Living on the Edge of the Sagebrush Ocean
Spiritual Insights & Personal Empowerment
Love life
Artist & Art Blogger
Furnicraft, woodwork, and art
reveries and rants
Bem Vindos a este espaço onde compartilhamos um pouco da realidade do Japão à todos aqueles que desejam visitar ou morar no Japão. Aqui neste espaço, mostramos a realidade do Japão e dos imigrantes. O nosso compromisso é com a realidade. Fique por dentro do noticiário dos principais jornais japoneses, tutoriais de Faça você mesmo no Japão e acompanhe a Série Histórias de Imigrantes no Japão. Esperamos que goste de nossos conteúdos, deixe seu like, seu comentário, compartilhe e nos ajudar você e à outras pessoas. Grande abraço, gratidão e volte sempre!
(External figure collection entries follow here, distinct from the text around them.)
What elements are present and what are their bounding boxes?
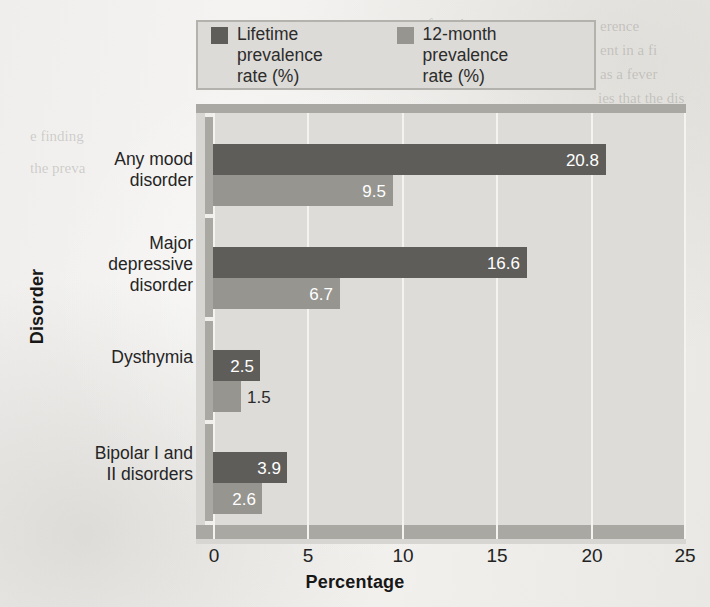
x-axis-tick-15 — [496, 525, 498, 539]
bar-12month-bipolar[interactable]: 2.6 — [213, 483, 262, 514]
bar-lifetime-any-mood-disorder[interactable]: 20.8 — [213, 144, 606, 175]
plot-area: 20.8 9.5 16.6 6.7 2.5 1.5 3.9 2.6 — [196, 104, 686, 544]
bar-lifetime-dysthymia[interactable]: 2.5 — [213, 350, 260, 381]
bar-12month-dysthymia[interactable]: 1.5 — [213, 381, 241, 412]
x-tick-label-5: 5 — [303, 545, 314, 567]
x-axis-band — [196, 525, 686, 539]
category-label-any-mood-disorder: Any mood disorder — [13, 149, 193, 191]
bar-value-lifetime-major-depressive-disorder: 16.6 — [487, 255, 520, 272]
bar-lifetime-major-depressive-disorder[interactable]: 16.6 — [213, 247, 527, 278]
x-axis-tick-20 — [591, 525, 593, 539]
x-axis-tick-5 — [307, 525, 309, 539]
bar-value-lifetime-dysthymia: 2.5 — [230, 358, 254, 375]
bar-lifetime-bipolar[interactable]: 3.9 — [213, 452, 287, 483]
x-tick-label-25: 25 — [674, 545, 695, 567]
bar-value-lifetime-any-mood-disorder: 20.8 — [566, 152, 599, 169]
legend-label-12month: 12-month prevalence rate (%) — [423, 24, 574, 87]
bar-12month-any-mood-disorder[interactable]: 9.5 — [213, 175, 393, 206]
bar-value-12month-any-mood-disorder: 9.5 — [362, 183, 386, 200]
bar-value-12month-dysthymia: 1.5 — [247, 389, 271, 406]
bar-12month-major-depressive-disorder[interactable]: 6.7 — [213, 278, 340, 309]
x-tick-label-20: 20 — [581, 545, 602, 567]
bar-value-12month-major-depressive-disorder: 6.7 — [309, 286, 333, 303]
x-axis-tick-10 — [402, 525, 404, 539]
legend-swatch-lifetime — [211, 27, 228, 44]
gridline-25 — [684, 113, 686, 525]
x-tick-label-10: 10 — [392, 545, 413, 567]
bar-value-lifetime-bipolar: 3.9 — [257, 460, 281, 477]
plot-top-border — [196, 104, 686, 113]
x-axis-tick-0 — [213, 525, 215, 539]
x-tick-label-0: 0 — [209, 545, 220, 567]
x-tick-label-15: 15 — [486, 545, 507, 567]
legend-entry-12month: 12-month prevalence rate (%) — [397, 24, 574, 87]
legend-label-lifetime: Lifetime prevalence rate (%) — [237, 24, 377, 87]
chart-legend: Lifetime prevalence rate (%) 12-month pr… — [196, 20, 596, 90]
y-axis-title: Disorder — [27, 237, 48, 377]
x-axis-title: Percentage — [0, 572, 710, 593]
legend-swatch-12month — [397, 27, 414, 44]
bar-value-12month-bipolar: 2.6 — [232, 491, 256, 508]
legend-entry-lifetime: Lifetime prevalence rate (%) — [211, 24, 377, 87]
plot-inner-region: 20.8 9.5 16.6 6.7 2.5 1.5 3.9 2.6 — [213, 113, 686, 525]
x-axis-tick-25 — [684, 525, 686, 539]
category-label-bipolar: Bipolar I and II disorders — [13, 443, 193, 485]
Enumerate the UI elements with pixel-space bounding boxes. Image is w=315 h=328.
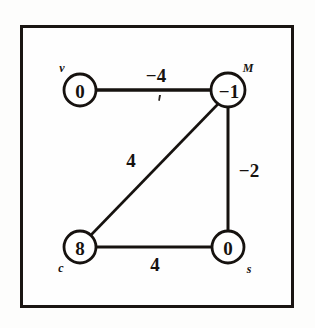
edge-weight-c-M: 4	[126, 150, 136, 171]
node-label-c: c	[58, 261, 64, 275]
figure-root: 0 −1 8 0 v M c s −4 −2 4 4	[0, 0, 315, 328]
edge-weight-M-s: −2	[239, 160, 259, 181]
edge-weight-v-M: −4	[146, 65, 167, 86]
node-value-c: 8	[75, 238, 85, 259]
node-value-M: −1	[219, 81, 239, 102]
node-label-v: v	[59, 61, 65, 75]
edge-weight-c-s: 4	[150, 254, 160, 275]
node-label-s: s	[246, 262, 252, 276]
node-value-s: 0	[223, 238, 233, 259]
node-label-M: M	[242, 61, 254, 75]
node-value-v: 0	[75, 81, 85, 102]
graph-canvas: 0 −1 8 0 v M c s −4 −2 4 4	[0, 0, 315, 328]
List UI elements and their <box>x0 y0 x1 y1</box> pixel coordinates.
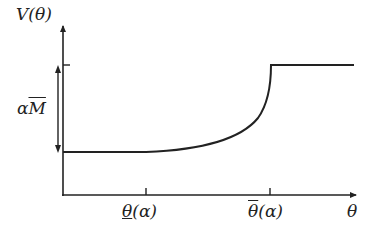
bracket-label-prefix: α <box>17 98 28 118</box>
theta-lower-suffix: (α) <box>132 201 157 221</box>
x-tick-low-label: θ(α) <box>122 203 157 220</box>
diagram-svg <box>0 0 372 234</box>
x-tick-high-label: θ(α) <box>248 203 283 220</box>
theta-upper-suffix: (α) <box>258 201 283 221</box>
bracket-label-m: M <box>28 98 45 118</box>
x-axis-label: θ <box>347 203 357 220</box>
theta-upper: θ <box>248 201 258 221</box>
bracket-label: αM <box>17 100 46 117</box>
value-curve <box>63 65 354 152</box>
y-axis-label: V(θ) <box>16 6 52 23</box>
bracket-arrow-head-bottom <box>55 145 61 153</box>
bracket-arrow-head-top <box>55 65 61 73</box>
theta-lower: θ <box>122 201 132 221</box>
diagram-canvas: V(θ) αM θ(α) θ(α) θ <box>0 0 372 234</box>
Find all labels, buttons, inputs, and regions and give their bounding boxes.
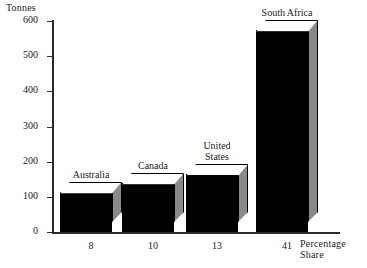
bar-category-label: United States	[174, 140, 260, 162]
bar-top-face	[122, 173, 184, 185]
y-tick-label: 600	[4, 14, 38, 25]
y-tick-mark	[47, 56, 53, 57]
x-tick-label: 8	[60, 240, 122, 251]
bar-top-face	[186, 164, 248, 176]
y-tick-label: 0	[4, 225, 38, 236]
y-tick-mark	[47, 21, 53, 22]
bar-top-face	[60, 182, 122, 194]
y-tick-mark	[47, 197, 53, 198]
bar-chart: Tonnes Percentage Share 6005004003002001…	[0, 0, 367, 268]
y-tick-mark	[47, 127, 53, 128]
y-tick-label: 500	[4, 49, 38, 60]
y-tick-mark	[47, 91, 53, 92]
y-tick-mark	[47, 232, 53, 233]
bar	[60, 182, 122, 232]
x-axis-line	[52, 232, 340, 234]
x-tick-label: 13	[186, 240, 248, 251]
bar	[186, 164, 248, 232]
bar-front-face	[256, 30, 308, 232]
y-axis-title: Tonnes	[6, 2, 36, 13]
bar-category-label: South Africa	[244, 7, 330, 18]
bar-front-face	[60, 192, 112, 232]
bar-top-face	[256, 20, 318, 32]
x-tick-label: 41	[256, 240, 318, 251]
bar-front-face	[186, 174, 238, 232]
y-tick-label: 400	[4, 84, 38, 95]
y-tick-label: 300	[4, 120, 38, 131]
bar-side-face	[308, 20, 318, 222]
y-tick-label: 200	[4, 155, 38, 166]
y-tick-mark	[47, 162, 53, 163]
bar	[256, 20, 318, 232]
bar-front-face	[122, 183, 174, 232]
bar	[122, 173, 184, 232]
y-tick-label: 100	[4, 190, 38, 201]
x-tick-label: 10	[122, 240, 184, 251]
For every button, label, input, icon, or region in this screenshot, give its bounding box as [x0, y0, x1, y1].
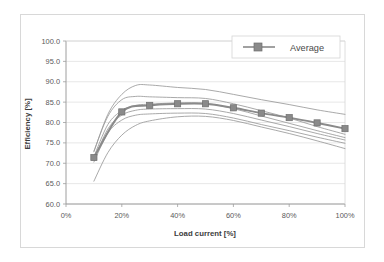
data-series-group	[94, 84, 345, 181]
x-axis-title: Load current [%]	[174, 229, 236, 238]
x-tick-label: 40%	[170, 211, 185, 220]
series-line-unit	[94, 116, 345, 181]
data-point-marker	[119, 109, 125, 115]
x-axis-tick-labels: 0%20%40%60%80%100%	[61, 211, 355, 220]
data-point-marker	[202, 101, 208, 107]
data-point-marker	[286, 115, 292, 121]
data-point-marker	[230, 105, 236, 111]
y-tick-label: 60.0	[46, 200, 60, 209]
x-tick-label: 100%	[336, 211, 355, 220]
legend-label-average: Average	[290, 43, 324, 53]
y-tick-label: 65.0	[46, 179, 60, 188]
y-tick-label: 85.0	[46, 98, 60, 107]
y-tick-label: 80.0	[46, 118, 60, 127]
legend-square-marker-icon	[254, 43, 262, 51]
x-tick-label: 60%	[226, 211, 241, 220]
data-point-marker	[314, 120, 320, 126]
y-tick-label: 90.0	[46, 77, 60, 86]
data-point-marker	[258, 110, 264, 116]
data-point-marker	[342, 126, 348, 132]
y-axis-tick-labels: 60.065.070.075.080.085.090.095.0100.0	[42, 37, 61, 209]
y-tick-label: 75.0	[46, 138, 60, 147]
y-tick-label: 100.0	[42, 37, 61, 46]
data-point-marker	[175, 101, 181, 107]
y-tick-label: 95.0	[46, 57, 60, 66]
y-axis-title: Efficiency [%]	[23, 98, 32, 150]
average-series-markers	[91, 101, 348, 161]
x-tick-label: 20%	[114, 211, 129, 220]
legend-box: Average	[232, 36, 340, 58]
data-point-marker	[147, 102, 153, 108]
x-tick-label: 80%	[282, 211, 297, 220]
data-point-marker	[91, 154, 97, 160]
chart-container: 60.065.070.075.080.085.090.095.0100.0 0%…	[0, 0, 384, 262]
x-tick-label: 0%	[61, 211, 72, 220]
y-tick-label: 70.0	[46, 159, 60, 168]
chart-plot-svg: 60.065.070.075.080.085.090.095.0100.0 0%…	[0, 0, 384, 262]
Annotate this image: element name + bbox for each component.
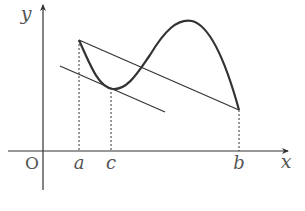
curve (79, 21, 239, 110)
point-c-label: c (106, 152, 116, 173)
x-axis-label: x (281, 150, 292, 172)
point-a-label: a (74, 152, 85, 173)
origin-label: O (25, 153, 39, 173)
secant-line (79, 40, 239, 110)
point-b-label: b (233, 152, 245, 173)
mvt-diagram: y x O a c b (0, 0, 305, 211)
y-axis-label: y (20, 2, 32, 24)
Willkommen auf Elke´s Glücks-Blog
- Specializing in the great outdoors, capturing nature at its finest!
A site to discuss education and democracy
Seu Guia de Inspirações e Reflexões Diárias
my-health-and-beauty.com/
Benim Gezegenime Hoş geldiniz !!!
Blog de viajes y lugares
The official blog of Ed Mooney Photography. Dad of 3, Photographer, Blogger, Powerlifter. Exploring the historical sites of Ireland.
It has new aidias,news, about education , motivation, social, historical, culture, marketing creation new aidias education of language science culture and history
L'unico modo sensato di vivere è senza regole
by Anuran (A) & Sayoni (S)
Fun for the Brain
An exemplary learning community.
Loves, lamentation, and life through prose, stories, passions, and essays.
public tantrums by a non-two-year-old
Public, street and urban art worldwide
all the rules of free form
<script async src="https://pagead2.googlesyndication.com/pagead/js/adsbygoogle.js?client=ca-pub-2937106805202763" crossorigin="anonymous"></script>
Lapsed Painter, Occasional Photographer, Compulsive Writer
Health Blogs
Exploring the hidden architectural heritage of Budapest
Yaşamdan
The third incarnation...
More than a thought less than a question
"بوصلة الحياة: مدونة متعددة المجالات، من السياسة إلى الرومانسية، ومن تطوير الذات إلى الأدب وأكثر!" بقلم مشاعر بنت عبدالرحمن
The view from here ... Or here!
Bringer and seeker of joy
The One Where She Stumbled Through Her 40's and Faced Her Demons
Baw wit da baw. Just sayin'.
Website storys
Welcome to the Anglo Swiss World
Querbeet und ohne Gewähr
KINDNESS IS FREE, sprinkle it all over the world, and 😁 smile
Nuestra ética de todos los días...
Fiction Writer in Poet's Clothing
You must be logged in to post a comment.